About THE Topic
Text is a crucial medium to transfer mathematical ideas, agendas and results among the scientific community and in educational context. This makes the focus on mathematical texts a natural and important part of the philosophical study of mathematics. Moreover, it opens up the possibility to apply a huge corpus of knowledge available from the study of texts in other disciplines to problems in the philosophy of mathematics.
This symposium aims to bring together and build bridges between researchers from different methodological backgrounds to tackle questions concerning the philosophy of mathematics. This includes approaches from philosophical analysis, linguistics (e.g., corpus studies) and literature studies, but also methods from computer science (e.g., big data approaches and natural language processing), artificial intelligence, cognitive sciences and mathematics education. (cf. Fisseni et al. to appear; Giaquinto 2007; Mancosu et al. 2005; Schlimm 2008; Pease et al. 2013).
The right understanding of mathematical texts might also become crucial due to the fast successes in natural language processing on one side and automated theorem proving on the other side. Mathematics as a technical jargon or as natural language, which quite reach structure, and semantic labeling (via LaTeX) is from the other perspective an important test-case for practical and theoretical study of language.
Hereby we understand text in a broad sense, including informal communication, textbooks and research articles.
We note that there will be another broader application to host a contributed symposia by the Association for Philosophy of Mathematical Practice. We apparently hope that both symposia get accepted and would suggest, not to parallelize both, since both symposia are interesting for some of our participants.
Bibliography:
B. Fisseni, B. Schröder, Deniz Sarikaya and M. Schmitt. How to frame a mathematician. Modelling the cognitive background of proofs. In: S. Centrone, D. Kant and D. Sarikaya (Eds.): Reflections on the Foundations of Mathematics: Univalent Foundations, Set Theory and General Thoughts. Synthese Library, Springer, Berlin (To Appear 2019).
Giaquinto, Marcus: Visual thinking in mathematics. An epistemological study. Oxford: Oxford University Press (2007).
Mancosu, Paolo; Jørgensen, Klaus F.; Pedersen, Stig A. (Eds): Visualization, explanation and reasoning styles in mathematics. Dordrecht, Norwell, MA: Springer (Synthese library, 327) (2005).
Pease, Alison; Guhe, Markus; Smaill, Alan: “Developments in research on mathematical practice and cognition”, Topics in cognitive science 5(2) (2013), pp. 224–230.
Schlimm, Dirk: “Two Ways of Analogy. Extending the Study of Analogies to Mathematical Domains”, Philosophy of Science 75(2) (2008), pp. 178–200.
This symposium aims to bring together and build bridges between researchers from different methodological backgrounds to tackle questions concerning the philosophy of mathematics. This includes approaches from philosophical analysis, linguistics (e.g., corpus studies) and literature studies, but also methods from computer science (e.g., big data approaches and natural language processing), artificial intelligence, cognitive sciences and mathematics education. (cf. Fisseni et al. to appear; Giaquinto 2007; Mancosu et al. 2005; Schlimm 2008; Pease et al. 2013).
The right understanding of mathematical texts might also become crucial due to the fast successes in natural language processing on one side and automated theorem proving on the other side. Mathematics as a technical jargon or as natural language, which quite reach structure, and semantic labeling (via LaTeX) is from the other perspective an important test-case for practical and theoretical study of language.
Hereby we understand text in a broad sense, including informal communication, textbooks and research articles.
We note that there will be another broader application to host a contributed symposia by the Association for Philosophy of Mathematical Practice. We apparently hope that both symposia get accepted and would suggest, not to parallelize both, since both symposia are interesting for some of our participants.
Bibliography:
B. Fisseni, B. Schröder, Deniz Sarikaya and M. Schmitt. How to frame a mathematician. Modelling the cognitive background of proofs. In: S. Centrone, D. Kant and D. Sarikaya (Eds.): Reflections on the Foundations of Mathematics: Univalent Foundations, Set Theory and General Thoughts. Synthese Library, Springer, Berlin (To Appear 2019).
Giaquinto, Marcus: Visual thinking in mathematics. An epistemological study. Oxford: Oxford University Press (2007).
Mancosu, Paolo; Jørgensen, Klaus F.; Pedersen, Stig A. (Eds): Visualization, explanation and reasoning styles in mathematics. Dordrecht, Norwell, MA: Springer (Synthese library, 327) (2005).
Pease, Alison; Guhe, Markus; Smaill, Alan: “Developments in research on mathematical practice and cognition”, Topics in cognitive science 5(2) (2013), pp. 224–230.
Schlimm, Dirk: “Two Ways of Analogy. Extending the Study of Analogies to Mathematical Domains”, Philosophy of Science 75(2) (2008), pp. 178–200.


### [What you should do]
In the data below, find every line with the word "margin" and copy it.

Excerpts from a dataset
[Start of section]

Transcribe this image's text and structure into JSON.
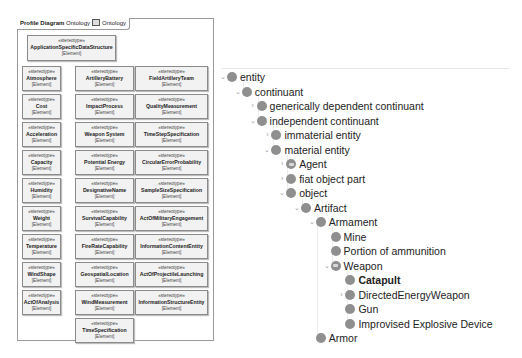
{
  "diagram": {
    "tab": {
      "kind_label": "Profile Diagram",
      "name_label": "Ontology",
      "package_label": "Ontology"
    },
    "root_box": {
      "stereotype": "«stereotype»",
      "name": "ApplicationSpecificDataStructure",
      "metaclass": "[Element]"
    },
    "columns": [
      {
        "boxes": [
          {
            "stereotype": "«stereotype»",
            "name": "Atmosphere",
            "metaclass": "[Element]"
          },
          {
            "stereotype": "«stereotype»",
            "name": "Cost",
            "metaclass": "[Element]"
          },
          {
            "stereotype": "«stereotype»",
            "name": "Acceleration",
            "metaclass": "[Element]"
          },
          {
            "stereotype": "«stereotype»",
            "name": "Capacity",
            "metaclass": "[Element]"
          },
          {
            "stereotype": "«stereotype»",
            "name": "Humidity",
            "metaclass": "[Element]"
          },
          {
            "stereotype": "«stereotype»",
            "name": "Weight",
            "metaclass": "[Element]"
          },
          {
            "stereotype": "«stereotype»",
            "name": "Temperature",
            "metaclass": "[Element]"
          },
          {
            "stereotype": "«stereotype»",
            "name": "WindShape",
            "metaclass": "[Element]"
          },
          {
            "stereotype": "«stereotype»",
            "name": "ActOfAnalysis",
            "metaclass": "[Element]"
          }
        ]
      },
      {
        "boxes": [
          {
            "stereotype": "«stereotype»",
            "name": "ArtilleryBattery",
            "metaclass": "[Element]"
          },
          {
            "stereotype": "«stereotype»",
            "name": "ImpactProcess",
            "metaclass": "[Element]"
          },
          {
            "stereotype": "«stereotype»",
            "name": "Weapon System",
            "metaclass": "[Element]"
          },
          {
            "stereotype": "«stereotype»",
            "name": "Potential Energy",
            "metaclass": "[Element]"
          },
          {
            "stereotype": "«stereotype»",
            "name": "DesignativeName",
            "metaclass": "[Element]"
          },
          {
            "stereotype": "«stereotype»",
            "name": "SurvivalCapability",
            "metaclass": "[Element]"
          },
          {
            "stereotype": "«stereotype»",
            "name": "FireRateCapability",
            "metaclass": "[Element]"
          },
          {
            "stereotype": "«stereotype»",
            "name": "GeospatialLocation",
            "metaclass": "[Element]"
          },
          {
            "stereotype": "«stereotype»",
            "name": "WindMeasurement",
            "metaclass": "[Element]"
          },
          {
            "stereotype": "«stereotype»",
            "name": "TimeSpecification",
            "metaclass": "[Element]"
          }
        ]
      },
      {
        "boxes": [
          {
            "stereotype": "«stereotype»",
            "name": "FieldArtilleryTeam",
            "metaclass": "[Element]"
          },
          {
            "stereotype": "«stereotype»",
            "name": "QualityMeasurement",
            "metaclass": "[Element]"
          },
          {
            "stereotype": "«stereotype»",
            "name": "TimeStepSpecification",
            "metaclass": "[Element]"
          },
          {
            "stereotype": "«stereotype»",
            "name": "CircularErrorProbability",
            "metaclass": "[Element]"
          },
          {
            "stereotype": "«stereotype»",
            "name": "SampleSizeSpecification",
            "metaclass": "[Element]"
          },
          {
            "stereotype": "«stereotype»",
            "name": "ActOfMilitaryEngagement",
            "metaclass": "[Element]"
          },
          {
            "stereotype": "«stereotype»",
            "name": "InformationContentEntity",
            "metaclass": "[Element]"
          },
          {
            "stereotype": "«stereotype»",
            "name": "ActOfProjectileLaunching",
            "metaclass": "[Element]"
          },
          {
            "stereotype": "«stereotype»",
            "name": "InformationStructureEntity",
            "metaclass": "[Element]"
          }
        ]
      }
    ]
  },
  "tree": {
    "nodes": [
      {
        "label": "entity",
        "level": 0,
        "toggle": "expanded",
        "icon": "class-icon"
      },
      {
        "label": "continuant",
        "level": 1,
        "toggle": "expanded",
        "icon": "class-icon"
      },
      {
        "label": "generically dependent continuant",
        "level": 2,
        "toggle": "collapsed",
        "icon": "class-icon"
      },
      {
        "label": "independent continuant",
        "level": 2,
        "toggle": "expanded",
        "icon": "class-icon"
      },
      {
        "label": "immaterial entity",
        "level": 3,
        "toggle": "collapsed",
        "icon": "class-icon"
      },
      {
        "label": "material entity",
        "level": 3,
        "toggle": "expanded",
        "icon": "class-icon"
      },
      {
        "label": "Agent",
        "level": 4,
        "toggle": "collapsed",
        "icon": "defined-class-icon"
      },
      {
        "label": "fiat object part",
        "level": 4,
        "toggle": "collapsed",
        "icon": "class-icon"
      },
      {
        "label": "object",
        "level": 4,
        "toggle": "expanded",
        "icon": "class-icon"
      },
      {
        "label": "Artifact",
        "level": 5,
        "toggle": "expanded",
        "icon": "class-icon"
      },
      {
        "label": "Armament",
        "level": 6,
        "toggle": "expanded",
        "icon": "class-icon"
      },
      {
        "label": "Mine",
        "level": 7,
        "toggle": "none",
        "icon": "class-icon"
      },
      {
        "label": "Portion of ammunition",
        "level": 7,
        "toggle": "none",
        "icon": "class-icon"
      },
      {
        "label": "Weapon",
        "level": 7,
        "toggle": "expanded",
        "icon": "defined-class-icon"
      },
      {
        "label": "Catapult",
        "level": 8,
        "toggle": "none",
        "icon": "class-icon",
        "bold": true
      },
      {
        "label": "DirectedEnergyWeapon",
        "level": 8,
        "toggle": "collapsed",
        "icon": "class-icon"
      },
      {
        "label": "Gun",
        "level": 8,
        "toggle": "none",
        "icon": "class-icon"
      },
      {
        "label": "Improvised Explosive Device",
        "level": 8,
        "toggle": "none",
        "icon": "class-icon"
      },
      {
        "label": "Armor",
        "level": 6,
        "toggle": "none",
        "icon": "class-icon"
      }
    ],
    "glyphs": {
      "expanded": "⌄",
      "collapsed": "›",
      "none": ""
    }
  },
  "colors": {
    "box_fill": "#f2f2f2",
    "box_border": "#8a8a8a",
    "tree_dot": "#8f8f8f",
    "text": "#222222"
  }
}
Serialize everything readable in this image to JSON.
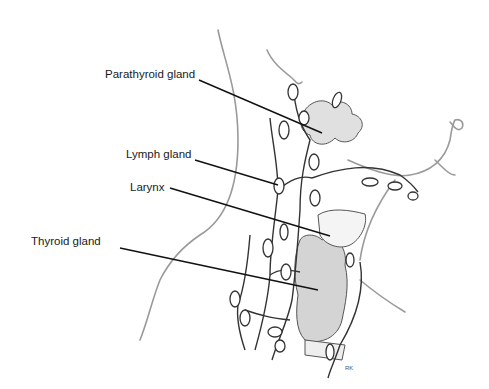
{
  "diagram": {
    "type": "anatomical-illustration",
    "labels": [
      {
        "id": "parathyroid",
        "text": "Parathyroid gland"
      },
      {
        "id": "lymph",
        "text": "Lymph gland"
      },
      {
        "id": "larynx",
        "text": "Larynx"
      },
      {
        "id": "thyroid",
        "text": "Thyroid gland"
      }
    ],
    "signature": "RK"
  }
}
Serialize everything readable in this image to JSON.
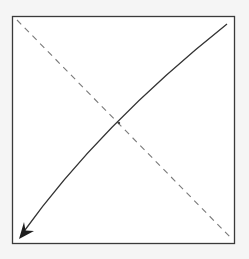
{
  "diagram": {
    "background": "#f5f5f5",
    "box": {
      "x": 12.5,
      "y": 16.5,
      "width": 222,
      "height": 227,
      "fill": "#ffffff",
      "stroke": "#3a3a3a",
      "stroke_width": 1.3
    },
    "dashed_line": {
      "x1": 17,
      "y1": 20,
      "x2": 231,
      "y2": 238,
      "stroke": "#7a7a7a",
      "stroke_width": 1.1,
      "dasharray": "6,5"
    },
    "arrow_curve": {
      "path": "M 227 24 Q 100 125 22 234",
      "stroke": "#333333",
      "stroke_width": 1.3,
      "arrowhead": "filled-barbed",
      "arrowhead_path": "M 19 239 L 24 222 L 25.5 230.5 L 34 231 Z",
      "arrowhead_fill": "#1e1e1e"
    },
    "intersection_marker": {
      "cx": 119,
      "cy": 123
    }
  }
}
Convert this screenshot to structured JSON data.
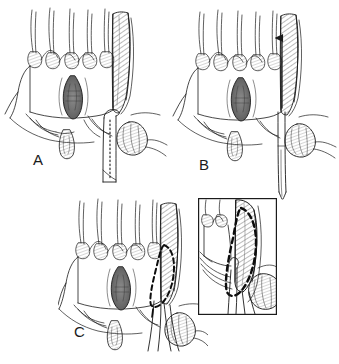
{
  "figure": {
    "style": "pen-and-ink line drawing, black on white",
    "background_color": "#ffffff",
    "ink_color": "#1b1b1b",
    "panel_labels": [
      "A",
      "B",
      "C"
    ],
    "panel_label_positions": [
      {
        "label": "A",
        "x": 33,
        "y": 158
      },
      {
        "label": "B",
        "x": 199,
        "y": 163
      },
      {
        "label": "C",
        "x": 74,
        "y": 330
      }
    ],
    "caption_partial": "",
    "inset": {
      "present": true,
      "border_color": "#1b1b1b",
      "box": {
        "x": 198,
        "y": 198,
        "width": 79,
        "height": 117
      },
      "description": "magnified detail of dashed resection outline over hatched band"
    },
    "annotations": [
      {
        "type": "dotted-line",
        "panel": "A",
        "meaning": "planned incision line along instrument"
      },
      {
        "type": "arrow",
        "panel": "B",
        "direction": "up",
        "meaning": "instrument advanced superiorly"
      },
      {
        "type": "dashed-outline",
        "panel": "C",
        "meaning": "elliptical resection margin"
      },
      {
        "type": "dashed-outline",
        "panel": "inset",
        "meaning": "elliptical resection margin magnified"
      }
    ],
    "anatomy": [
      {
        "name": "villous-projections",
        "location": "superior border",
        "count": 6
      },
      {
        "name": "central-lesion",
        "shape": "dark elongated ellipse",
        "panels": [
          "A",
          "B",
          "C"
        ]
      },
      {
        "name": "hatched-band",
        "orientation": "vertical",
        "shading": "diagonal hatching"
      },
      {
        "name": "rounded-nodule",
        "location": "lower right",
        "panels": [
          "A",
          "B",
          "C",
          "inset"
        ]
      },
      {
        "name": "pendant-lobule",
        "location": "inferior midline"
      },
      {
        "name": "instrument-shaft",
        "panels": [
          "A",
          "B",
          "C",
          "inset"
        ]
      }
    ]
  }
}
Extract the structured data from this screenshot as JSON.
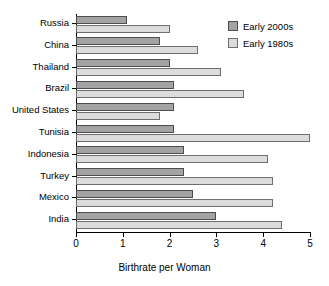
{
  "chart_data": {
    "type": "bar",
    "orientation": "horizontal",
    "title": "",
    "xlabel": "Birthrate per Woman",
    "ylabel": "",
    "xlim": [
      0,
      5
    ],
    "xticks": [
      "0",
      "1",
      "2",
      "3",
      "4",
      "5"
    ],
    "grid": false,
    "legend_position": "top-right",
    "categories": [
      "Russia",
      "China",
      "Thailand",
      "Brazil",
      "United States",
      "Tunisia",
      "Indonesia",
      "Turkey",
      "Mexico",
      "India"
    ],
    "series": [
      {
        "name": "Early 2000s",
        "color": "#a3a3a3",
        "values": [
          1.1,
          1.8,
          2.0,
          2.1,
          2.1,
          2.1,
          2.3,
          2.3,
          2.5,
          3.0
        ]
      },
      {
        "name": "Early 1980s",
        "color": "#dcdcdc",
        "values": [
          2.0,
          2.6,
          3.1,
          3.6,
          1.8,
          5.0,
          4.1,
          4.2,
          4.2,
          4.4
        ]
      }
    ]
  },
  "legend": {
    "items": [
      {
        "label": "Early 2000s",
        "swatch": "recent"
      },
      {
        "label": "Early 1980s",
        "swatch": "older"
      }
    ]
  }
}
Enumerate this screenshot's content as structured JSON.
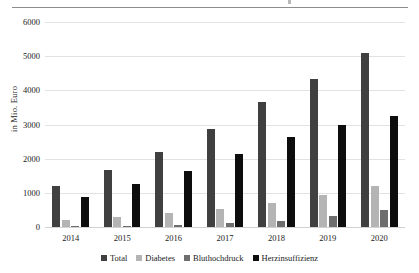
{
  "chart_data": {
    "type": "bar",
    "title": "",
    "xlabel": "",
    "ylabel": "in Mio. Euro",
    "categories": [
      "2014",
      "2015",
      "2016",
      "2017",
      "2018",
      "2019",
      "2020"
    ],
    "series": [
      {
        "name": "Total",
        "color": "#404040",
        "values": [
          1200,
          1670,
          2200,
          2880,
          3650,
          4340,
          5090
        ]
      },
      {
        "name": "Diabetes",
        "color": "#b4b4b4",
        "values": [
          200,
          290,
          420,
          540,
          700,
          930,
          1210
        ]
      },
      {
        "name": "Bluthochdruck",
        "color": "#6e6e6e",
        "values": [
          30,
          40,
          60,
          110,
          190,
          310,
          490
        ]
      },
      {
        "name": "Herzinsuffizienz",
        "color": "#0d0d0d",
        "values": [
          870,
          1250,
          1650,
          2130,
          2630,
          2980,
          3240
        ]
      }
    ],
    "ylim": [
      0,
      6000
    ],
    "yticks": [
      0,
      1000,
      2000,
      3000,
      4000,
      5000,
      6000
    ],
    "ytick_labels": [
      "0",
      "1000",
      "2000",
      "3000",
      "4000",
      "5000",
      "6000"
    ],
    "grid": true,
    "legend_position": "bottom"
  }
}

[End of section]

### [Answer box]
        "meaning": "elliptical resection margin"
        "meaning": "elliptical resection margin magnified"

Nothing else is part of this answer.